All of this presupposes that the Democratic push actually succeeds. The final risk is that it will instead implode, as too many Blue Dogs bolt or too few Senate Democrats prove willing to eviscerate the filibuster. If Obama chooses this approach, there can be no guarantee that it will not end in failure.
Second, Obama might accede to the growing chorus calling on him to “start from scratch” and produce his own bill. This would almost certainly produce some big benefits at first, re-energizing the process, seizing a mantle of presidential leadership, and shaking up the debate. The downside would be that Obama would have to make some tough calls that he has been putting off (for example, to keep or dump the “public option”). While he would gain something in atmospherics here, commentators arguing for this approach seem to assume that the current congressional bills don’t actually reflect Obama’s preferences very well. But what if they do? (Indeed, that seems more likely than not.) Then the repackaging will be cosmetic only, and new momentum will likely be short-lived. If the President comes forth with a truly new approach that could gain assent in the center—some insurance regulations, creation of a national market for health insurance, modest subsidies for the uninsured, and some tort reform thrown in for good measure—he would signal a sharp break from the left. This would be better policy, and could be good politics in the long run. However, there are two considerable obstacles. The left has a stranglehold on the congressional Democratic Party, and Obama himself is, at his core, a man of the left. He moved to the center once before, in the summer of 2008, but we are no longer talking about words to get elected by; we are now in the realm of concrete action.
Finally, the President might decide that the best course is to declare that he has heard the concerns of the people and recommends that Congress suspend its legislative process. He could even appoint a Blue Ribbon bipartisan commission to come up with a recommendation. If he wants to reorient the debate, this would be a safer (that is, more risk-averse) option than forging ahead with his own new bill. It would cool emotions of opponents and the anxious undecided, and would appear as a triumph of peace and prudence over partisan steamrolling. It would provide the nation some breathing room for a more careful deliberation, and might also force Republicans to focus on a positive set of recommendations. It would be a highly unsatisfactory course from the standpoint of his strongest supporters, however, and could easily mean no health bill in Obama’s first (and perhaps only) term. It could be taken for granted that nothing would emerge until after the midterm elections; if those elections followed the usual pattern, with Republicans gaining seats, Obama would lose further leverage.

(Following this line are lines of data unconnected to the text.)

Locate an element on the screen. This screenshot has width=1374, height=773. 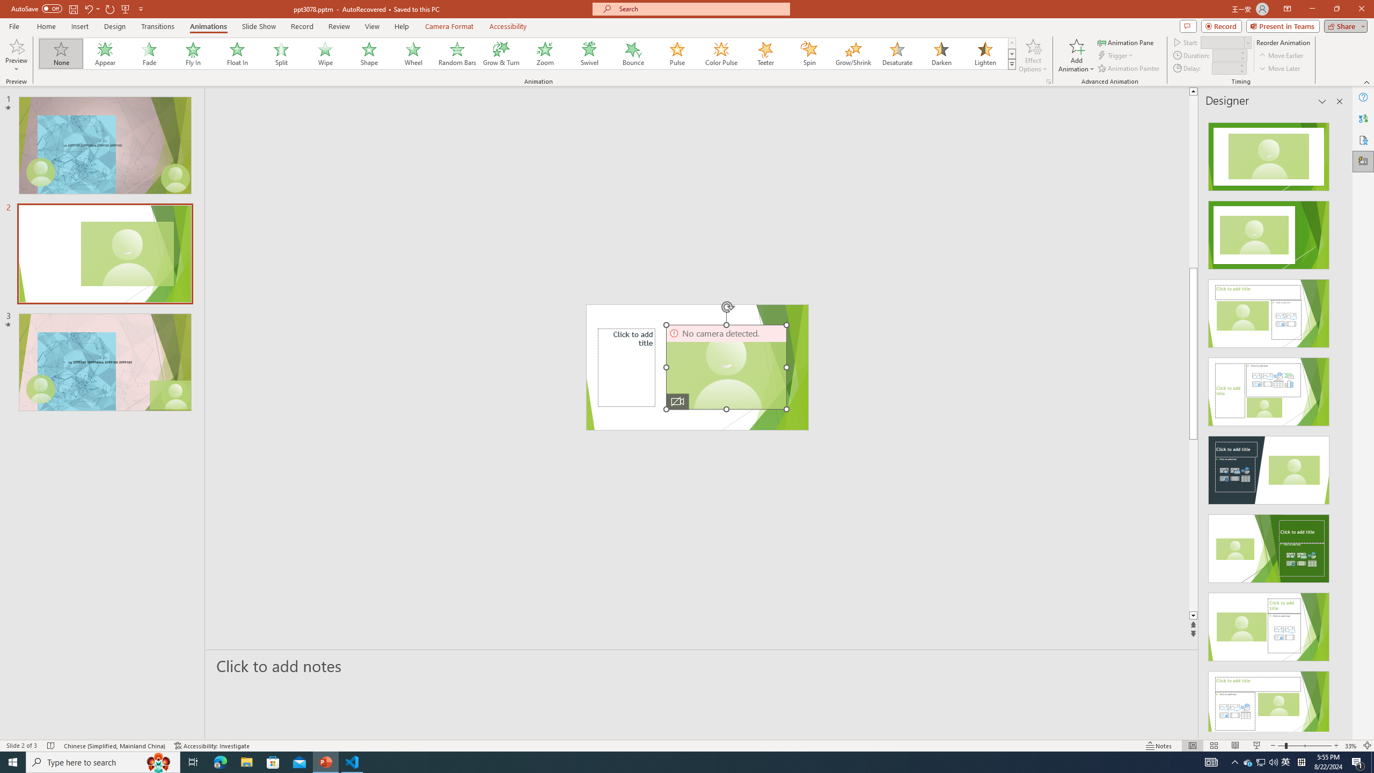
Add Animation is located at coordinates (1077, 55).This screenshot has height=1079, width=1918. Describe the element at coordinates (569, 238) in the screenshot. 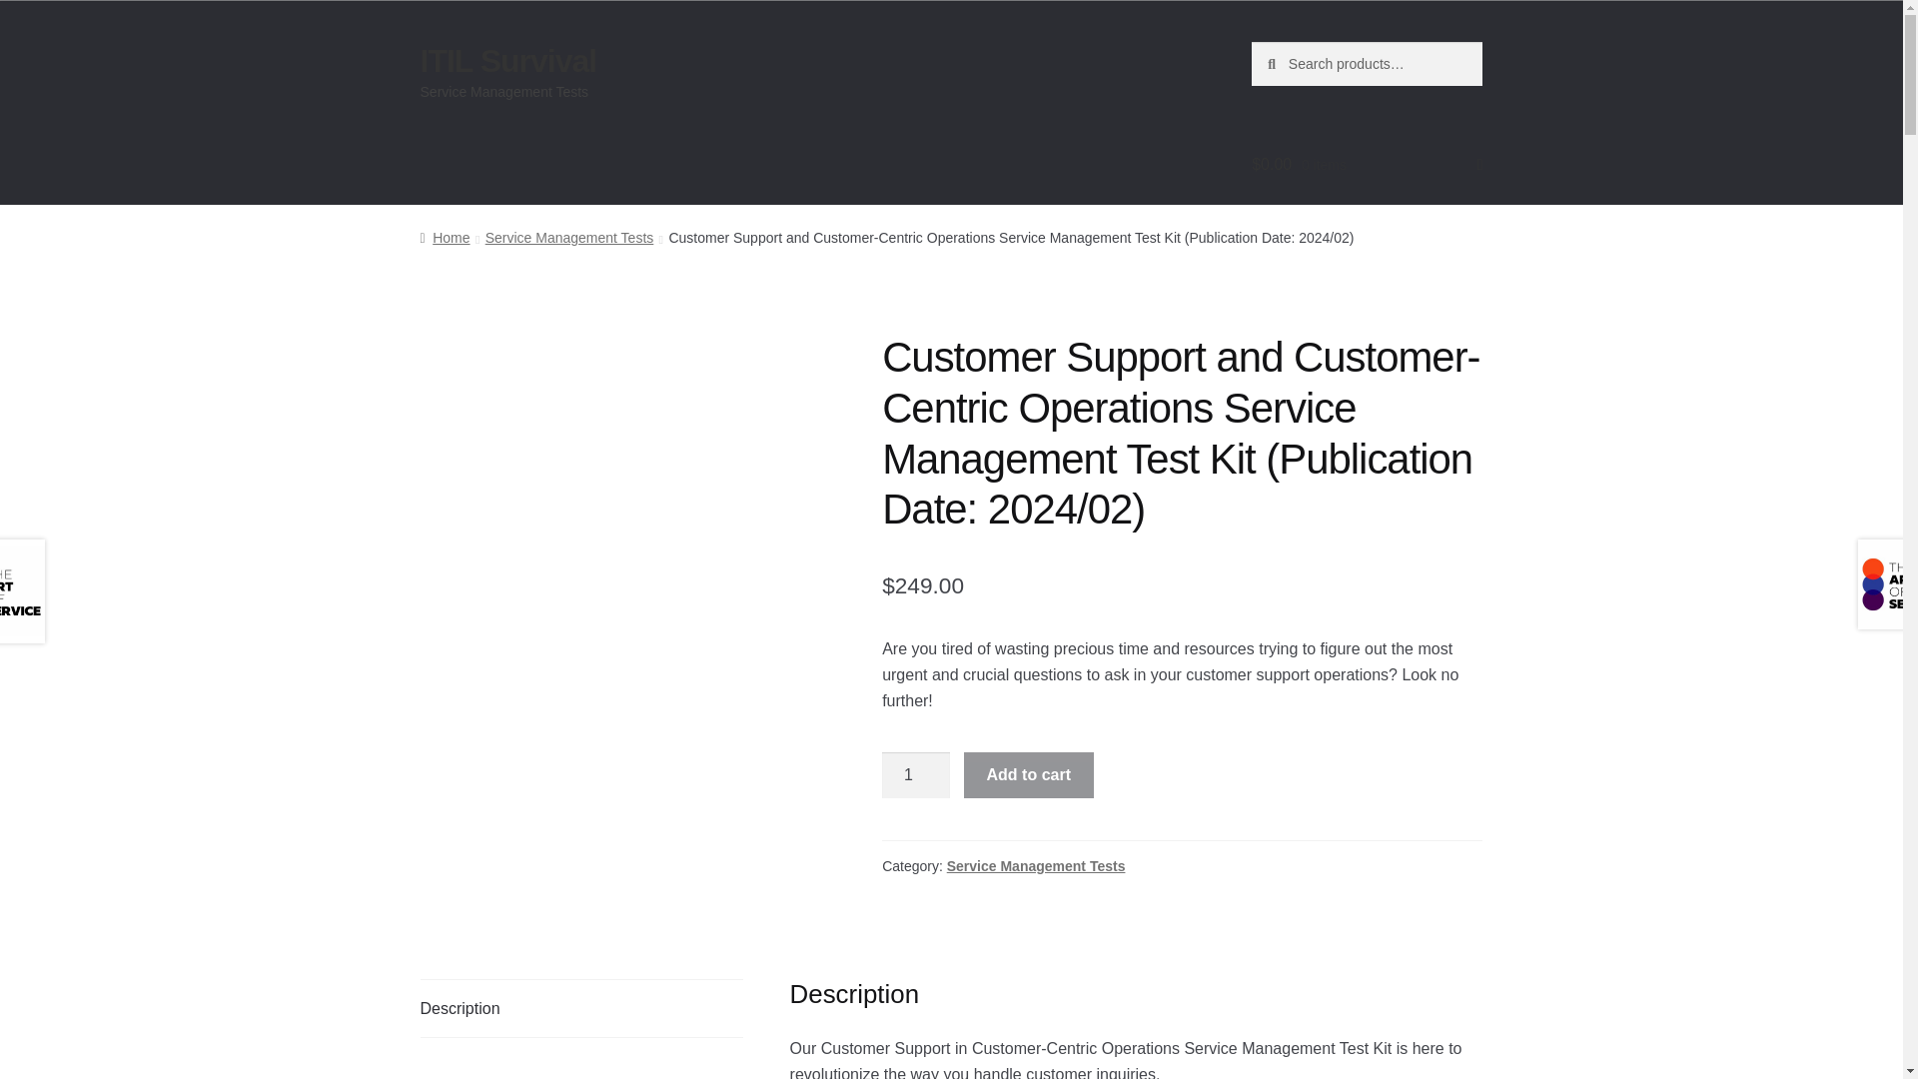

I see `Service Management Tests` at that location.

What would be best for the country? The third option, or perhaps the second, if it produces a genuine compromise. No bill is better than a really bad bill—that is to say, any of the bills currently circulating—and the most difficult question will be to ascertain at what point a bill is so much improved that it has become better than nothing. What seems most likely for Obama to select? The first option, or perhaps the second, if it is a repackaged boondoggle. It will tell us something about the future of Obama’s presidency if this disjunction plays out in actuality.
Andrew E. Busch is an Adjunct Fellow of the Ashbrook Center, Professor of Government at Claremont McKenna College, and Ann and Herbert W. Vaughan Visiting Fellow at the James Madison Program in American Ideals and Institutions at Princeton University.